Re: Org Charts for LO

Mike Gurstein (mikeg@nywork2.undp.org)
Sat, 12 Nov 1994 09:19:36 -0500 (EST)

Keith Cowan's introduction of the notion of "managing the white space"
is, IMHO a very useful one. But he leaves off just as the discussion
gets interesting. Exactly how does one get an organization to begin to
manage the white space. In an organization I know well, it is done by
by-passing the org chart/manuals/rules and procedures in order that
anything gets done at all. But this can only be temporary.

Hiring a consultant is one approach. But as a consultant I know that my
presence is as often a way of avoiding real organizational learning as it
is a real contributor to change.

Confronting one's organizational mortality either individually or
collectively is almost certainly useful in concentrating the mind and
inducing learning of a sort.

Having/getting the right mix of people certainly helps.

My guess is that re-structuring/re-engineering while doubtless teaching
an organization many (and often) harsh truths does not ususally lead to
structures/processes of recurrent self-sustaining learning capacities in
organizations.

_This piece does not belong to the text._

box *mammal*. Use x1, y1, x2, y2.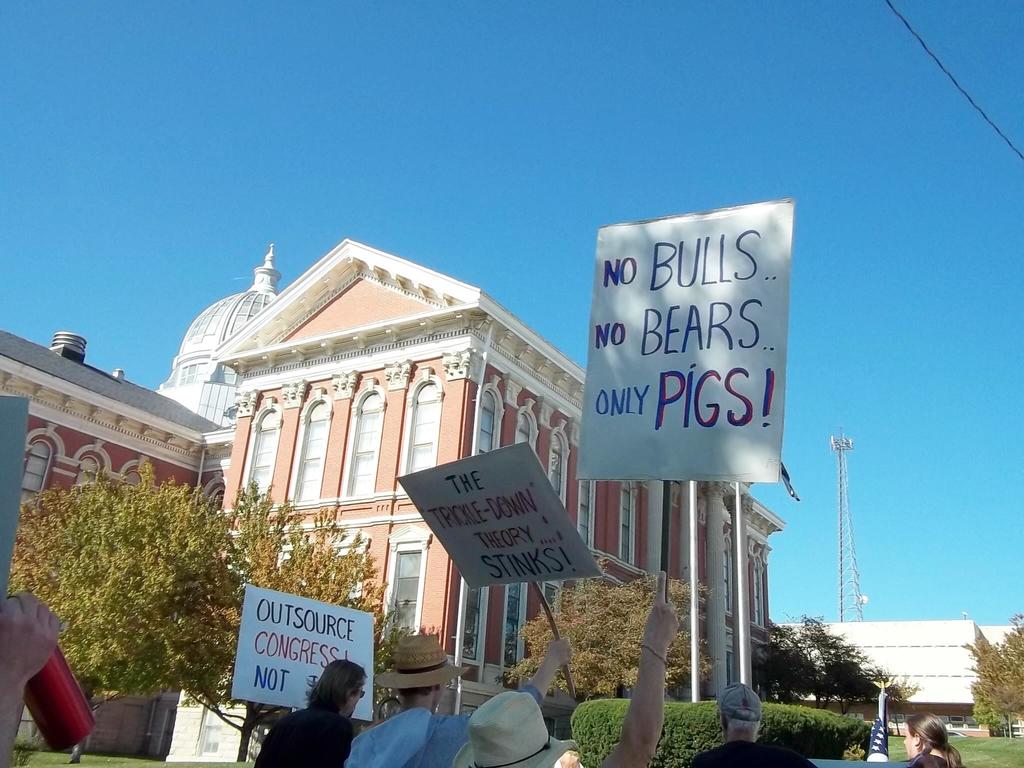
687, 681, 813, 767.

The human traumas generate resistance and risk avoidance
rather than the self-confidence out of which learning can emerge.

Technology, like this one is a useful adjunct by making information more
readily available but probably most usefully by facilitating
communications at the organization's boundary thus opening it up to the
signals that its environment is sending it.

Any others? Mikeg

On Sat, 12 Nov 1994, Keith Cowan wrote:

>
> The term "managing the whitespace" refers to the fact that amy org chart
> is merely a simplified surrogate and cannot represent what really goes
> on (the whitespace is all those functions that happen in spite of the
> fact they do not show up on anybody's chart).
>
> A frequent example of whitespace is the handling of a customer complaint.
> They can enter anywhere and will proceed randomly through the org until
> they come to rest (not necessarily resolved!). A learning-org might be
> characterized as one that decides to develop a process for complaints
> when the consultant brings it to their attention that this is in fact
> randomly handled today.

> Symptoms of a LO might include the ongoing ability to recognize and
> correct whitespace issues that emerge as the inevitable result of
> economic entropy and the natural emergence of chaos in any system.